Silent Enemy
Why I'm Not Happy Benny Blanco Married Selena Gomez
Weddings like these serve as a bittersweet reminder: In the battle for Jewish souls, assimilation remains our most formidable foe.

In a world where celebrity engagements often spark joy and trending hashtags, the recent announcement of Selena Gomez and Benny Blanco's wedding yesterday elicited a more somber reflection within Jewish communities.
Blanco, born Benjamin Levin to a family of Eastern European Jewish descent, is stepping into a high-profile union with Gomez, whose Mexican-Italian heritage and Catholic upbringing represent a classic case of interfaith romance. While the couple's whirlwind relationship, from collaborators on hits like "I Can't Get Enough" to Gomez's Instagram reveal of her diamond ring, may read like a fairy tale to fans, for many Jews, it's a devastating symbol of assimilation's relentless erosion of our people's future.
Assimilation has long been dubbed the "silent Holocaust" in Jewish discourse. Rabbi Ephraim Buchwald, founder of the National Jewish Outreach Program, has warned that intermarriage is "finishing the job that Hitler started," a sentiment echoing the fears of survival post-genocide. With Pew Research Center's survey revealing that 58% of American Jews marry non-Jews , a rate climbing to 72% among non-Orthodox, the statistics paint a grim picture. Each interfaith marriage, while a personal choice, contributes to a generational drift: Children raised in such households are far less likely to identify as Jewish, perpetuating a demographic decline that no pogrom or extermination camp could fully achieve.
Blanco, a Grammy-nominated producer whose Jewish roots are evident in his bar mitzvah memories and family anecdotes shared in interviews, embodies this tension. His ascent in Hollywood, collaborating with stars like Justin Bieber and Katy Perry, mirrors the success many Jews have found in America, yet his engagement to Gomez underscores the pull of mainstream culture. Gomez, a beloved icon with her own battles against lupus and mental health stigma, brings no ill intent; her warmth and vulnerability have endeared her to millions.
But in the context of Jewish continuity, this union highlights a broader crisis: The allure of assimilation tempts even those with strong ethnic ties, diluting traditions that have endured millennia of persecution.
Critics may dismiss these concerns as outdated or exclusionary, pointing to progressive Jewish voices advocating for inclusive identities. Yet, the data is unforgiving. The Holocaust claimed six million lives in a blaze of horror, but assimilation quietly siphons millions more through apathy and intermingling.
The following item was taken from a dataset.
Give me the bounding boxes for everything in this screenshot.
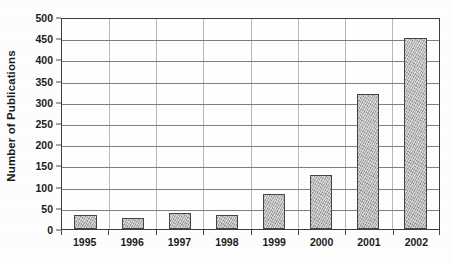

As Orthodox leader Rabbi Yitzchok Adlerstein noted, "Assimilation has claimed more Jewish lives than all our enemies combined." In an era where antisemitism surges, from campus protests to online vitriol, preserving Jewish identity isn't bigotry; it's survival.
For Jews, Gomez and Blanco's love story, captured in cozy TikToks and public outings is a call to introspection: How do we combat the "silent killer" without alienating our own?